Symptom
Stress intolerance
Stress intolerance is often treated as personality or coping. Sometimes it is sleep, endocrine, medication, metabolic, psychiatric, or all of the above.
Review frame
How Stress intolerance gets reviewed
Inputs
- Labs
- PHQ-9 and GAD-7
- Insomnia screen
- Medication and supplement list
- Sleep, caffeine, alcohol, and substance pattern
- Symptom timeline
- Top goals
Output
- Symptom and timeline summary
- Lab-pattern read in psychiatric context
- Medication, supplement, sleep, and substance review
- Psychiatric-medical differential
- Named pathway for care or monitoring
Not this
- Not emergency care
- Not a diagnosis from labs
- Not a medication or supplement change by website
- Not a replacement for primary care, psychiatry, or therapy
- Not proof that biology explains every symptom
Clinical read
Stress intolerance needs a differential, not a reflex label.
The psychiatric explanation may be real
Stress intolerance can be anxiety, trauma, depression, burnout, ADHD overload, mood instability, or a nervous system running on too little recovery.
The body can amplify the signal
Insomnia, non-restorative sleep, sleep apnea, circadian disruption, or chronic sleep debt Cortisol timing questions, thyroid symptoms, glucose swings, hormone transitions, or inflammatory illness Stimulants, caffeine, alcohol rebound, cannabis, sedatives, or medication changes Workload, caregiving, trauma reminders, grief, or poor recovery margin
One cause is not assumed
The goal is to decide what fits, what does not fit, and what still needs a clinician.
Common contributors
What can cause, mimic, or amplify this symptom.
- Insomnia, non-restorative sleep, sleep apnea, circadian disruption, or chronic sleep debt
- Cortisol timing questions, thyroid symptoms, glucose swings, hormone transitions, or inflammatory illness
- Stimulants, caffeine, alcohol rebound, cannabis, sedatives, or medication changes
- Workload, caregiving, trauma reminders, grief, or poor recovery margin
Useful inputs
Labs and screens are chosen by pattern.
- PHQ-9, GAD-7, insomnia screen and sleep schedule
- TSH, ferritin, B12/MMA, glucose/HbA1c, vitamin D when symptoms fit
- Cortisol only when collection timing and endocrine symptoms make it useful
- Medication, caffeine, alcohol, cannabis, nicotine, and stimulant timeline
Common questions
Questions people ask before they start.
Can this symptom diagnose the problem?
No.
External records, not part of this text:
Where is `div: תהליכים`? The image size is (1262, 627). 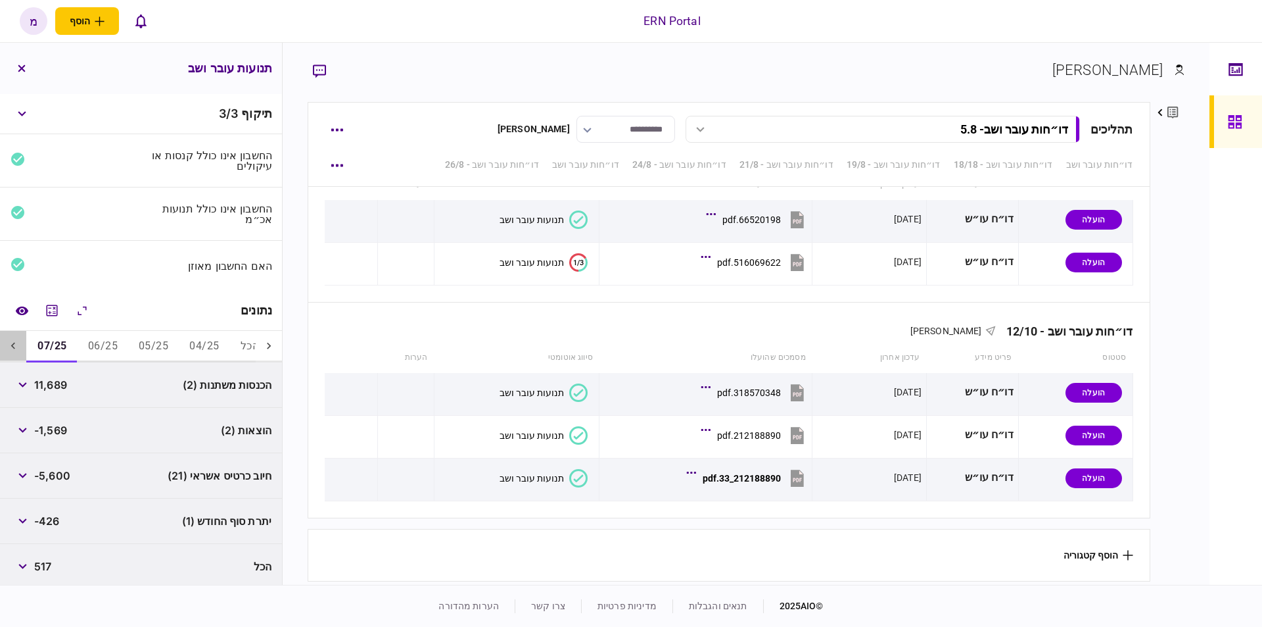 div: תהליכים is located at coordinates (1112, 129).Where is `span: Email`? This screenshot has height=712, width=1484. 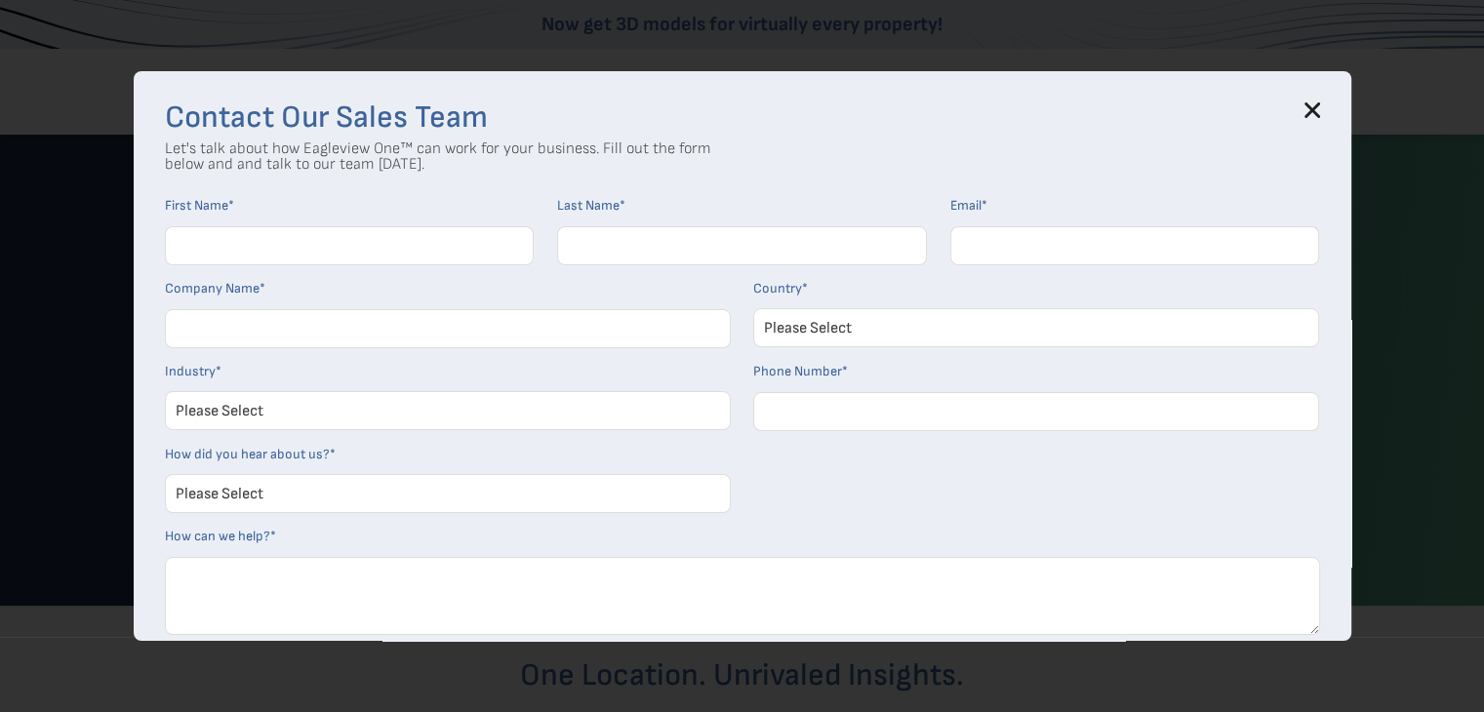 span: Email is located at coordinates (966, 205).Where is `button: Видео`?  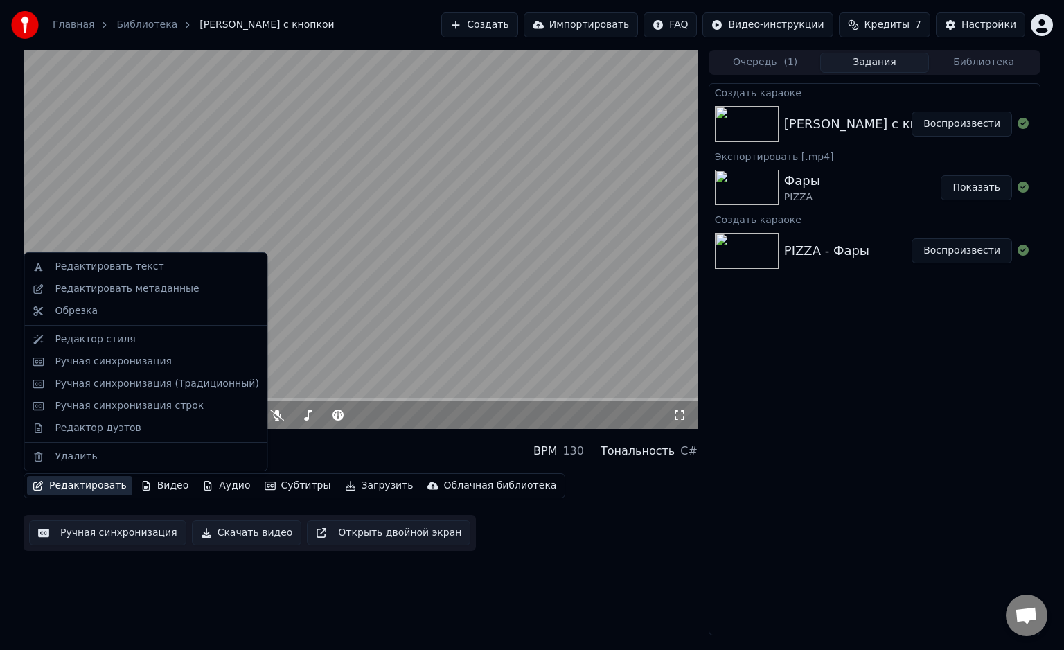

This symptom can change what belongs in the differential. A responsible review still requires clinical history, symptoms, timing, medication context, risk review, and the appropriate clinician relationship.
What does the review actually give me?
A written psychiatric-medical synthesis: what appears more likely, what remains possible, what seems less likely, what needs another clinician, and what should be monitored or left alone.
Is this emergency care?
No. If symptoms are acute, dangerous, rapidly worsening, or involve possible self-harm, psychosis, mania, delirium, withdrawal, chest pain, neurologic symptoms, or medical instability, use emergency or urgent care.